Excesses of the '60s and '70s? Reagan provided clarity? Like Iran-Contra, "Star Wars," the largest deficits then ever known? The greatest transfer of wealth from the poor and middle class to the wealthy then ever known? Optimism and dynamism? Is that not the type of superficial platitude for which the likes of Chris Matthews are known?There is more, check it out.
I'm sorry. There is no way to excuse that statement, and it says a lot about Senator Obama's vision of change and bipartisanship. You can watch the entire interview here.
Update
So, does Obama really love Ronald Reagan?
More here
Obama admires Reagan because he agrees with Reagan's basic frame that the 1960s and 1970s were full of 'excesses' and that government had grown large and unaccountable.And here:
Those excesses, of course, were feminism, the consumer rights movement, the civil rights movement, the environmental movement, and the antiwar movement. The libertarian anti-government ideology of an unaccountable large liberal government was designed by ideological conservatives to take advantage of the backlash against these 'excesses'.
It is extremely disturbing to hear, not that Obama admires Reagan, but why he does so. Reagan was not a sunny optimist pushing dynamic entrepreneurship, but a savvy politician using a civil rights backlash to catapult conservatives to power.
The Huffington Post's Sam Stein adds the important point that Obama also compared himself to JFK later in the discussion. But Stein also adds this about Obama's remarks:Is it any wonder that the Republicans and the DLC like this guy.In fact, Obama offered praise for the Gipper, lauding him for tapping into the country's concern with the growth and "excesses" of the federal government, and its desire to "return to that sense of dynamism and entrepreneurship" -- hardly a welcomed interpretation within progressive circles.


Aim of the exercise: Extract the final stretch of the data: the line that contains "Scan for human eye." and every line after it, unaltered, and no other lines.

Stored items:
BEGIN
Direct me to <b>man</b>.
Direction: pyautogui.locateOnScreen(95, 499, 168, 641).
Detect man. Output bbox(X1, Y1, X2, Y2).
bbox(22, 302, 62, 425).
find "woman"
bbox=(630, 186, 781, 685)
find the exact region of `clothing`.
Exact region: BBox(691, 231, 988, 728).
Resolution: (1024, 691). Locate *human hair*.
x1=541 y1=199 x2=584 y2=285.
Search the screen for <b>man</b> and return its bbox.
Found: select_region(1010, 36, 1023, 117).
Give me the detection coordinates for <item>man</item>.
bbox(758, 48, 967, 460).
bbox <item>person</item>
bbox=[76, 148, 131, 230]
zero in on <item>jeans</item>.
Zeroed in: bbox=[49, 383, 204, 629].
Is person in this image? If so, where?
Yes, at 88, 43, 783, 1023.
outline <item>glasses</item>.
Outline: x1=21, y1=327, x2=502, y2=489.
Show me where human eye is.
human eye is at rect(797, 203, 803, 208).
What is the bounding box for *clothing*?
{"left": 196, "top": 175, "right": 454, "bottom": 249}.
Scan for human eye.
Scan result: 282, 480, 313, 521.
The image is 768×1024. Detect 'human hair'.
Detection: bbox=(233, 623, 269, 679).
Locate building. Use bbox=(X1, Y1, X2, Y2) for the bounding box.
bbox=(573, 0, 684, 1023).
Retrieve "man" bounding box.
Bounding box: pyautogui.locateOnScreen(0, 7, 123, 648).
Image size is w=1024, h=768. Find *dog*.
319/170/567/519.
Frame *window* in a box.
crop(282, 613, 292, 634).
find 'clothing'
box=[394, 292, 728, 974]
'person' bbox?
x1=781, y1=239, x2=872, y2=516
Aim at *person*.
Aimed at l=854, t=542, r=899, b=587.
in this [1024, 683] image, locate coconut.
END
Expected answer:
Scan for human eye.
Scan result: 282, 480, 313, 521.
The image is 768×1024. Detect 'human hair'.
Detection: bbox=(233, 623, 269, 679).
Locate building. Use bbox=(X1, Y1, X2, Y2) for the bounding box.
bbox=(573, 0, 684, 1023).
Retrieve "man" bounding box.
Bounding box: pyautogui.locateOnScreen(0, 7, 123, 648).
Image size is w=1024, h=768. Find *dog*.
319/170/567/519.
Frame *window* in a box.
crop(282, 613, 292, 634).
find 'clothing'
box=[394, 292, 728, 974]
'person' bbox?
x1=781, y1=239, x2=872, y2=516
Aim at *person*.
Aimed at l=854, t=542, r=899, b=587.
in this [1024, 683] image, locate coconut.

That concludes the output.